This one only took four hours to get to the first working version. The reason it took me so long is that I wanted to try to do it without doing the same conditional test more than once (also, I'm not good at this). It isn't very obfuscaturated:

#!/usr/bin/perl -w use strict; for my $num (1 .. 100) { my $mod3num = $num % 3; my $mod5num = $num % 5; my $result = ""; if ( $mod3num == 0 ) { $result .= "fizz"; } if ( $mod5num == 0 ) { $result .= "buzz"; } if ( $result =~ /z/ ) { print "[$num] $result\n"; } else { print "[$num] $num\n"; } }

Here's a different one I spent some of that four hours trying to do, then completed in 15 minutes the next day. It seems pretty annoying but I think it could be better:

#!/usr/bin/perl -w use strict; for my $n (1 .. 100) { my $nm3 = $n % 3; my $nm5 = $n % 5; print((!$nm3 && !$nm5) ? "[$n] fizzbuzz\n" : (!$nm5? "[$n] buzz\n" : (!$nm3? "[$n] fizz\n" : "[$n] $n\n"))) }

Questions:

  1. How bad is it?
  2. How much worse can it be?
  3. If I did this in an interview, would you hire me?
    1. Why would you do that to yourself?
  4. Which version offends the sensibilities more?
  5. What techniques for making my code more compact and less maintainable have I overlooked?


__Work order__: Copy the records below exactly, from the line containing "Describe the element at coordinates (258, 365)" through the last line, and leave out every picture.

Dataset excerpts
Content starts

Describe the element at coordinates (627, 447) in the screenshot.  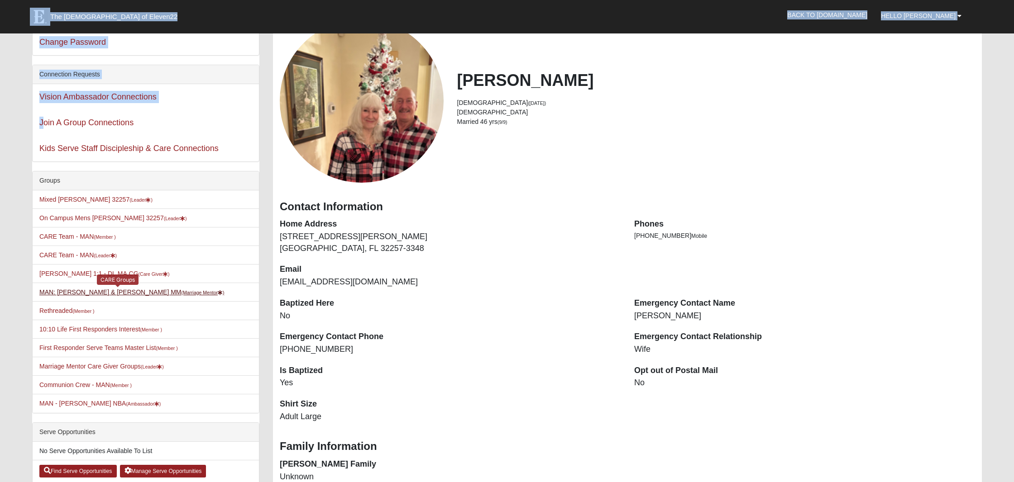
I see `h3: Family Information` at that location.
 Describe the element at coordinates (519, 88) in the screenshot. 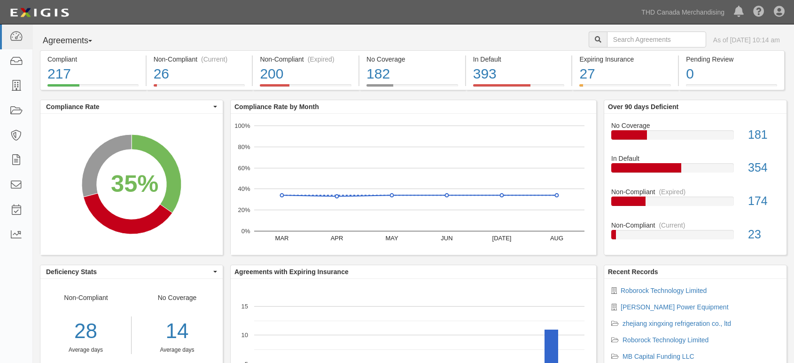

I see `a: In Default393` at that location.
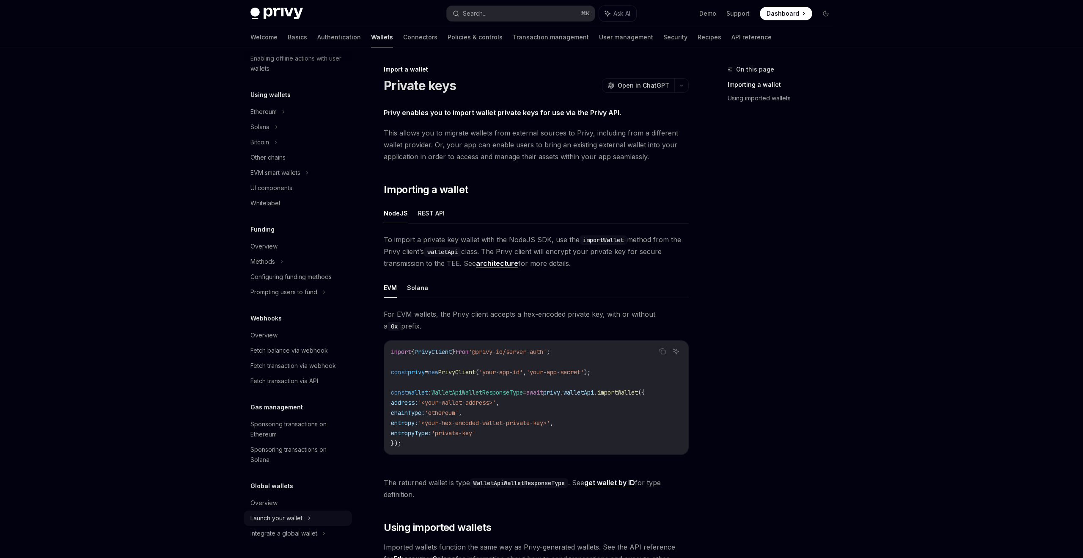 This screenshot has height=558, width=1083. I want to click on a: Fetch transaction via webhook, so click(298, 366).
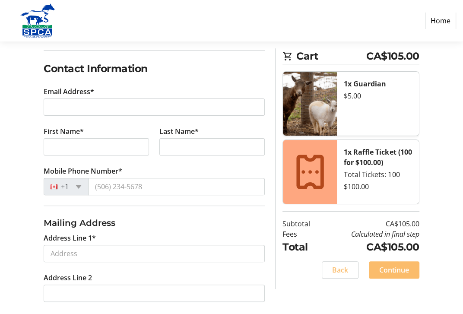 The image size is (463, 314). I want to click on strong: 1x Raffle Ticket (100 for $100.00), so click(378, 157).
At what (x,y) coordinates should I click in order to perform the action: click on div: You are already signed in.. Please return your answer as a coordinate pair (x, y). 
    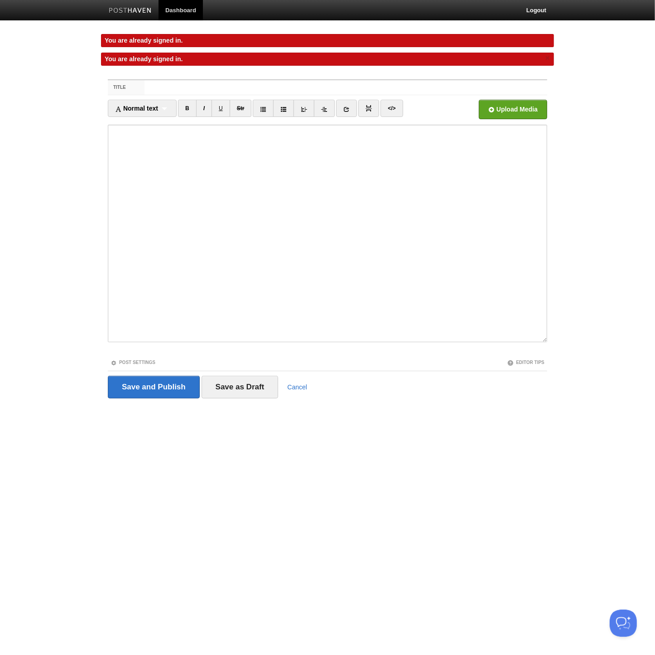
    Looking at the image, I should click on (328, 40).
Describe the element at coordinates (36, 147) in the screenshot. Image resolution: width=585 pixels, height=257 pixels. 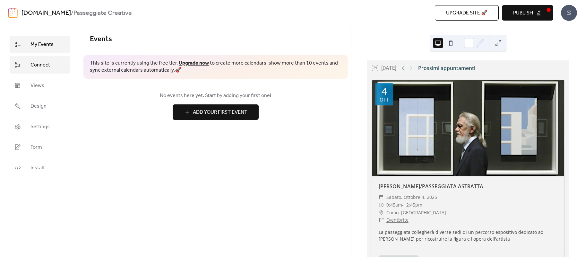
I see `span: Form` at that location.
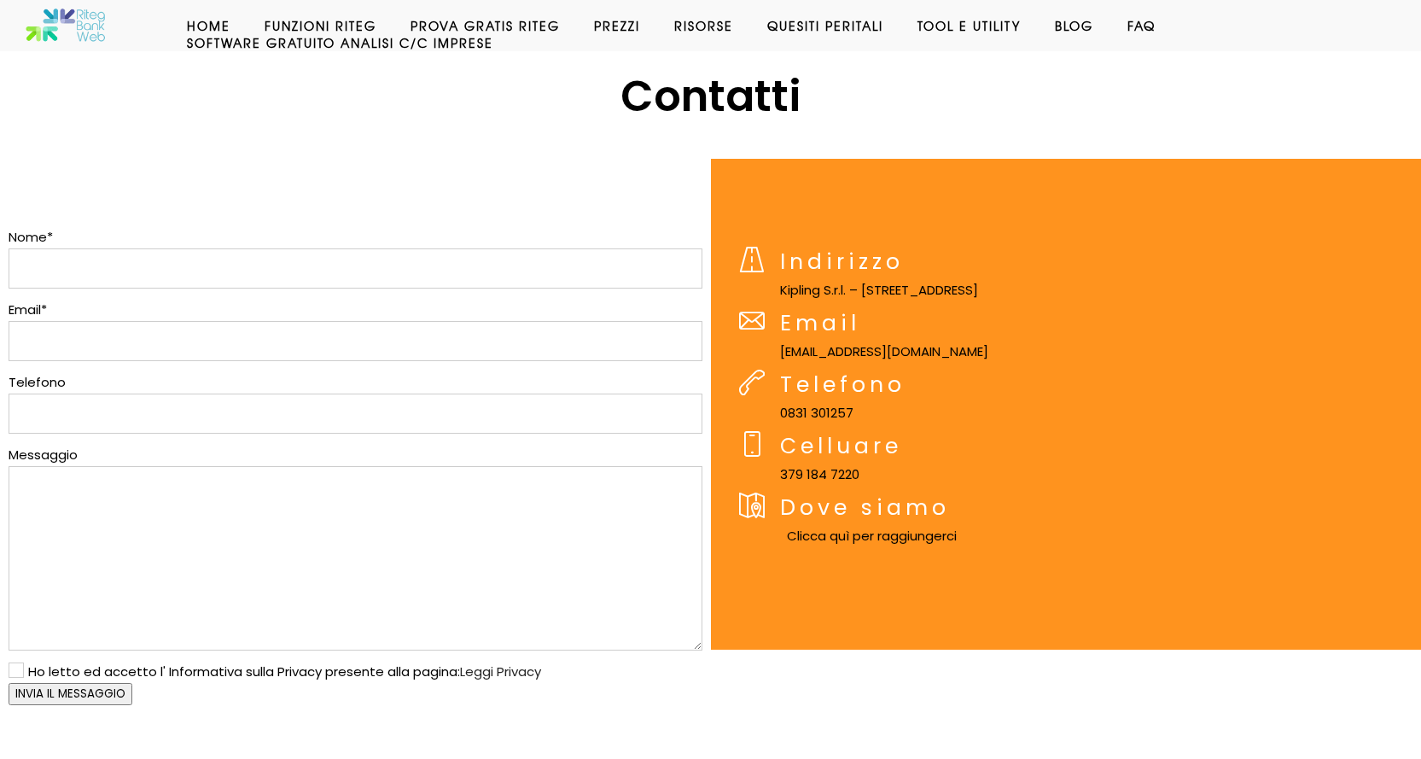 The width and height of the screenshot is (1421, 759). I want to click on input: INVIA IL MESSAGGIO, so click(70, 694).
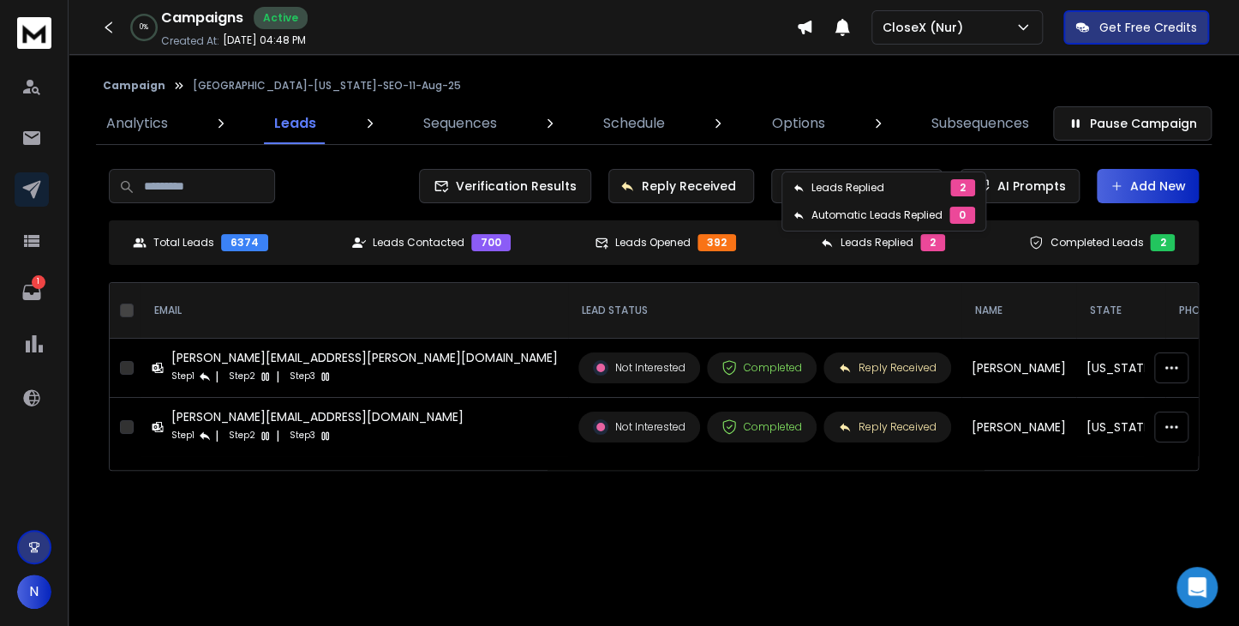 The image size is (1239, 626). I want to click on div: 392, so click(716, 243).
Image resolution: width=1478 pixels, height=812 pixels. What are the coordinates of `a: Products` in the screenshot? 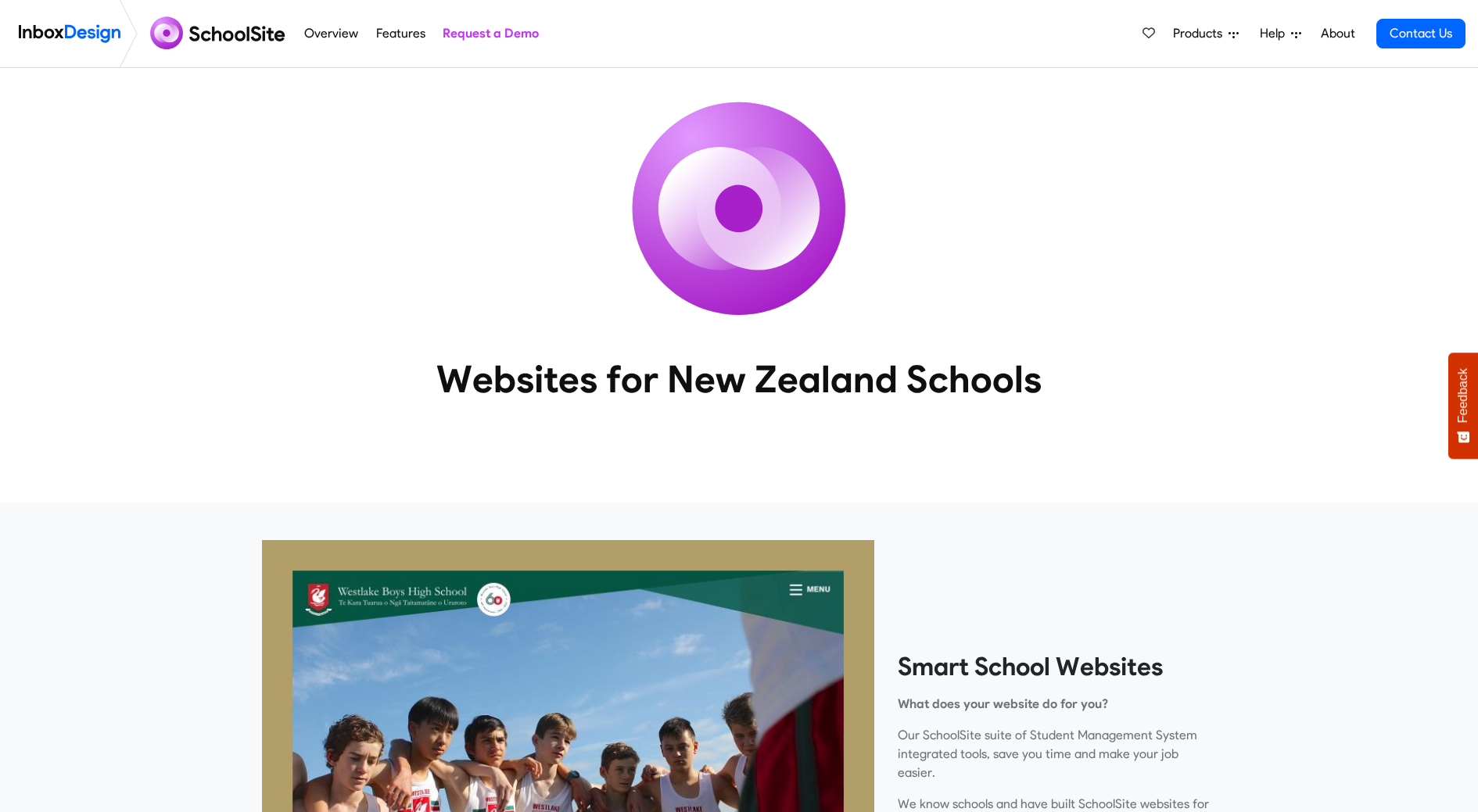 It's located at (1206, 34).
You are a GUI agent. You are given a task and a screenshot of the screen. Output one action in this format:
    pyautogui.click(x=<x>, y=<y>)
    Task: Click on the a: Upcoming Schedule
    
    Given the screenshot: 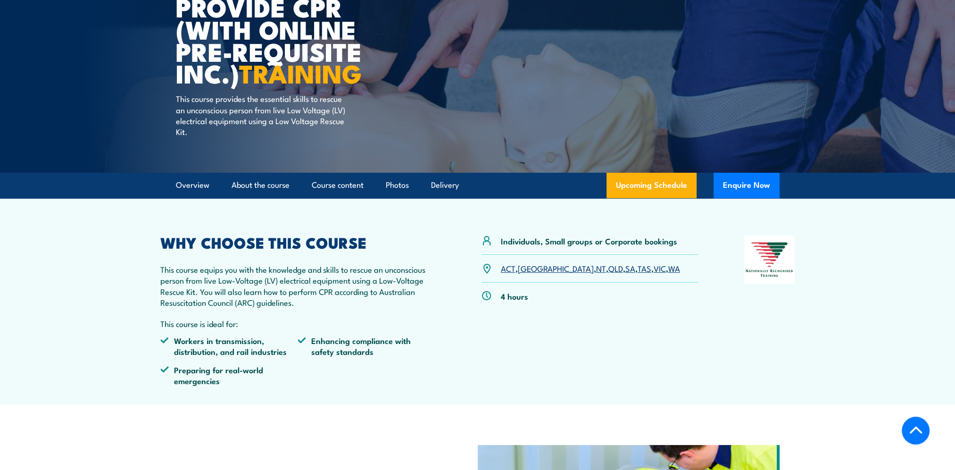 What is the action you would take?
    pyautogui.click(x=651, y=185)
    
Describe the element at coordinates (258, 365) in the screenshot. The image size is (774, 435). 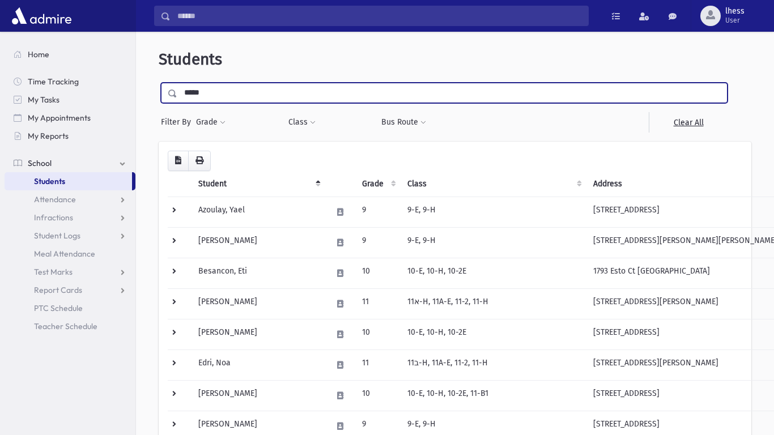
I see `td: Edri, Noa` at that location.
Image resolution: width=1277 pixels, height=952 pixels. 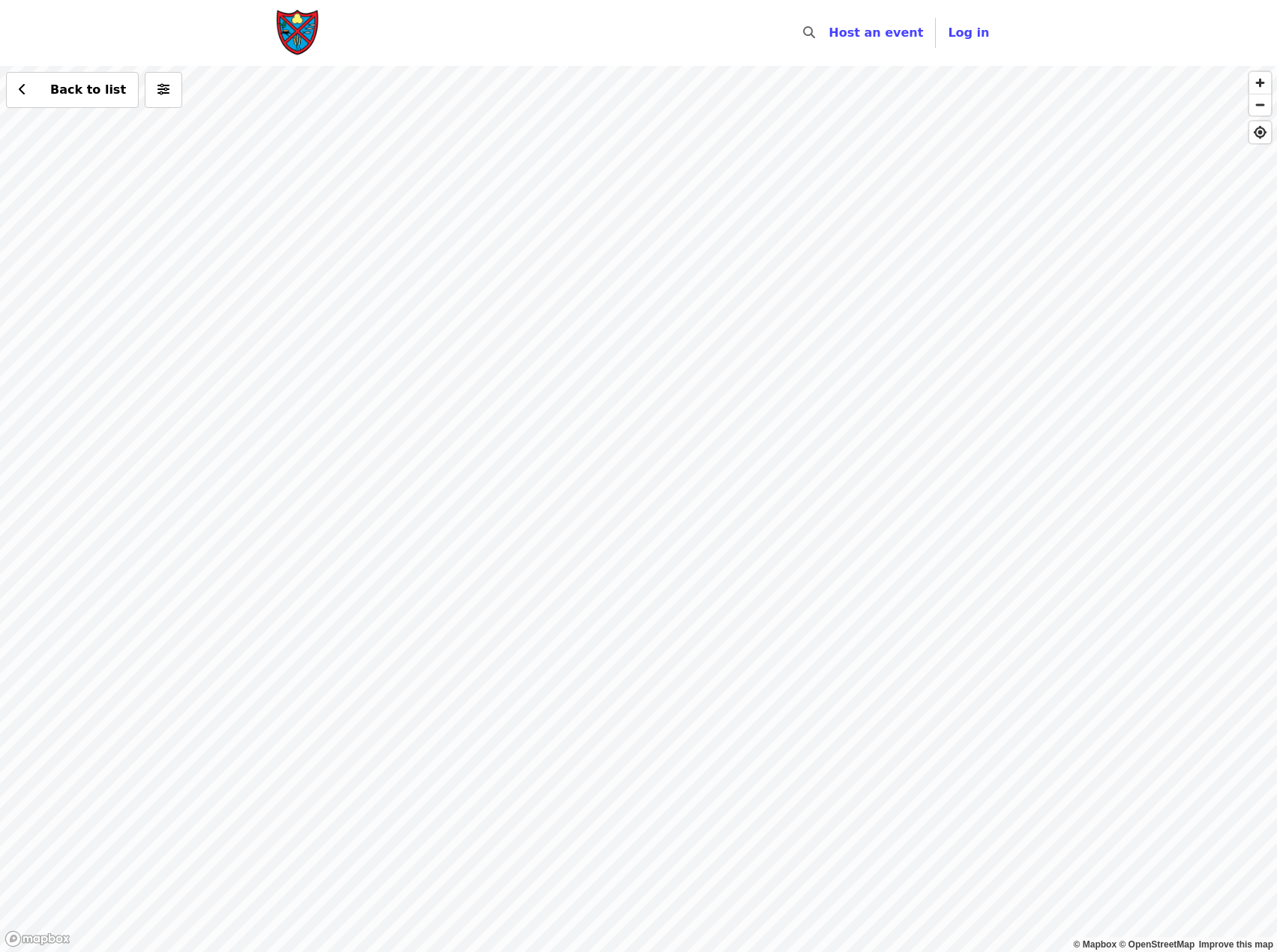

Content ends

__Result below__:
Describe the element at coordinates (258, 365) in the screenshot. The image size is (774, 435). 
I see `td: Edri, Noa` at that location.
Image resolution: width=1277 pixels, height=952 pixels. 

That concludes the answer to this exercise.